** Opening Source material block **
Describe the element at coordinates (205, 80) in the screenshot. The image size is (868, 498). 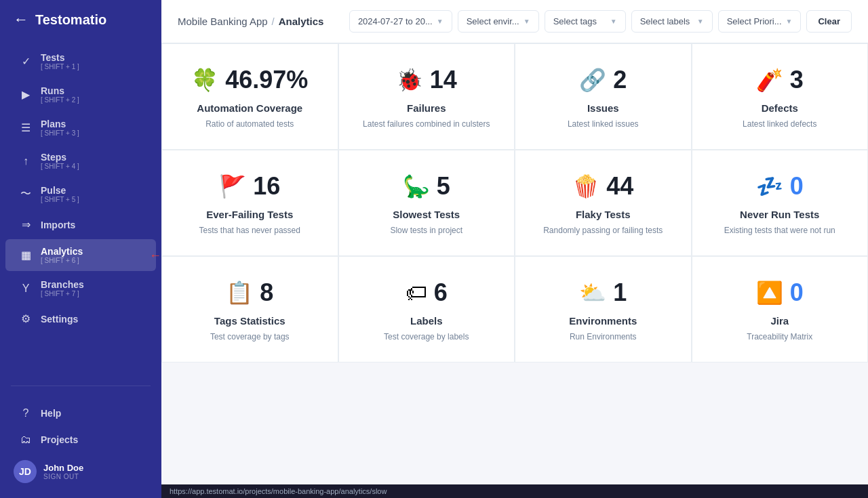
I see `card-emoji: 🍀` at that location.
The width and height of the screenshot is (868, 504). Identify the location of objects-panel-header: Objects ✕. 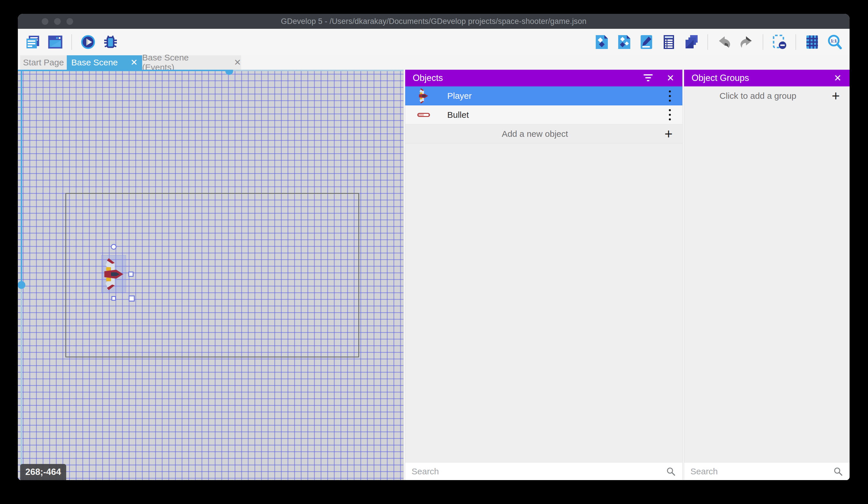
(544, 78).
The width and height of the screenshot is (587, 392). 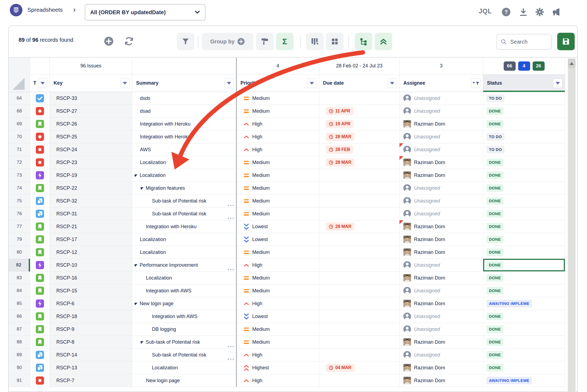 What do you see at coordinates (91, 304) in the screenshot?
I see `issue-key-cell: RSCP-6` at bounding box center [91, 304].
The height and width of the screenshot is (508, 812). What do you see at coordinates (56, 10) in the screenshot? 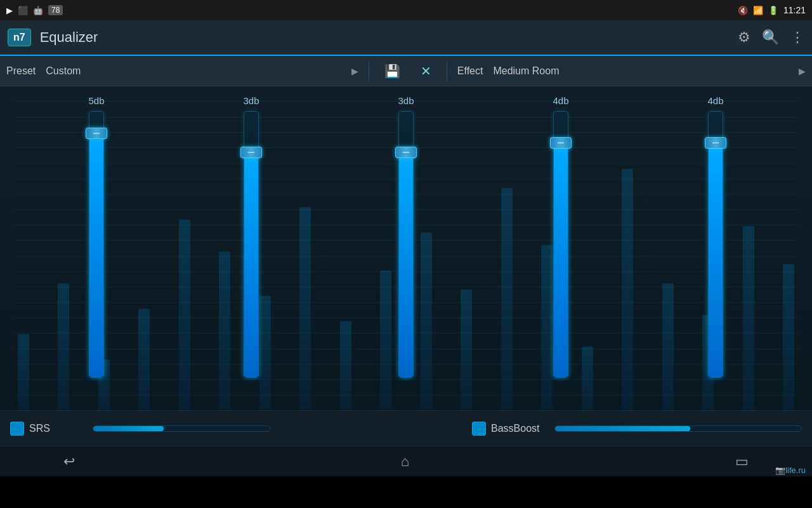
I see `notification-badge: 78` at bounding box center [56, 10].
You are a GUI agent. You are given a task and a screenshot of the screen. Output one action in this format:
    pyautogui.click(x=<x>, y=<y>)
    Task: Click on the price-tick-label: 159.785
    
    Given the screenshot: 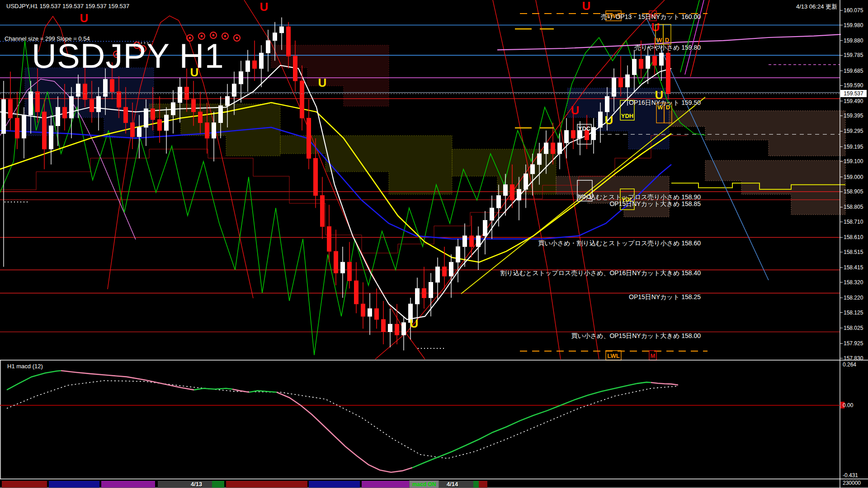 What is the action you would take?
    pyautogui.click(x=854, y=55)
    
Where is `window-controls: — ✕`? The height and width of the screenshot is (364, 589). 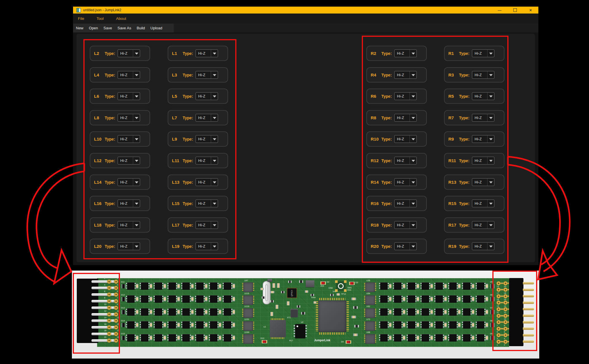 window-controls: — ✕ is located at coordinates (515, 10).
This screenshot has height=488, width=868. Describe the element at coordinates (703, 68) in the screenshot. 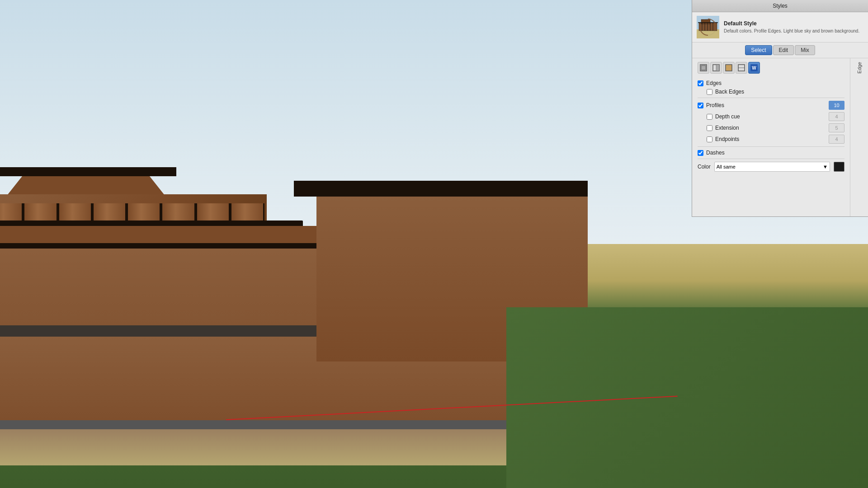

I see `edges-mode-icon` at that location.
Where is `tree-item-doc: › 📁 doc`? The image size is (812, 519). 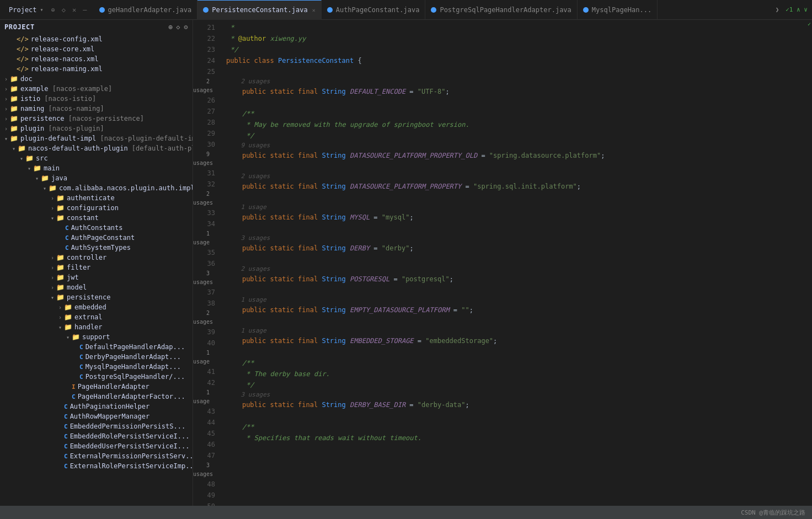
** Closing Source material block **
> [Task instructions]: Please give a word-for-word transcript of the lines from the one holding "This screenshot has" through the final line of the entries, both ends kept, with no pictures.

> [Answer box]:
This screenshot has height=488, width=868. Describe the element at coordinates (703, 68) in the screenshot. 

I see `edges-mode-icon` at that location.
Where is `tree-item-doc: › 📁 doc`? The image size is (812, 519). 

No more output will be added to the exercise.